Self-balancing: B-trees are self-balancing, which means that as new data is inserted or old
data is deleted, the tree automatically adjusts to maintain its balance.
Multiple keys per node: B-trees allow multiple keys to be stored in each node. This
allows for efficient use of memory and reduces the height of the tree, which in turn reduces
the number of disk accesses required to retrieve data.
Ordered: B-trees maintain the order of the keys, which makes searching and range queries
efficient.
Efficient for large data sets: B-trees are particularly useful for storing and retrieving large
amounts of data, as they minimize the number of disk accesses required to find a particular
piece of data.
Applications of B-Tree:
B-trees are commonly used in applications where large amounts of data need to be stored and
retrieved efficiently. Some of the specific applications of B-trees include:
Databases: B-trees are widely used in databases to store indexes that allow for efficient
searching and retrieval of data.
File systems: B-trees are used in file systems to organize and store files efficiently.

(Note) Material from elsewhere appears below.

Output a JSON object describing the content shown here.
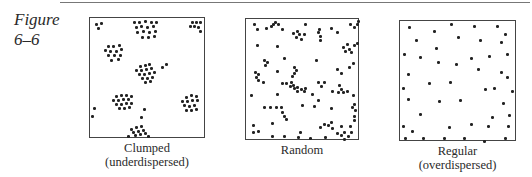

Operating systems: B-trees are used in operating systems to manage memory efficiently.
Network routers: B-trees are used in network routers to efficiently route packets through
the network.
DNS servers: B-trees are used in Domain Name System (DNS) servers to store and
retrieve information about domain names.
Compiler symbol tables: B-trees are used in compilers to store symbol tables that allow
for efficient compilation of code.
Advantages of B-Tree:
B-trees have several advantages over other data structures for storing and retrieving large
amounts of data. Some of the key advantages of B-trees include:
Sequential Traversing: As the keys are kept in sorted order, the tree can be traversed
sequentially.
Minimize disk reads: It is a hierarchical structure and thus minimizes disk reads.
Partially full blocks: The B-tree has partially full blocks which speed up insertion and
deletion.
Disadvantages of B-Tree:
Complexity: B-trees can be complex to implement and can require a significant amount of
programming effort to create and maintain.
Overhead: B-trees can have significant overhead, both in terms of memory usage and
processing time. This is because B-trees require additional metadata to maintain the tree
structure and balance.
Not optimal for small data sets: B-trees are most effective for storing and retrieving large
amounts of data. For small data sets, other data structures may be more efficient.
Limited branching factor: The branching factor of a B-tree determines the number of
child nodes that each node can have. B-trees typically have a fixed branching factor, which
can limit their performance for certain types of data.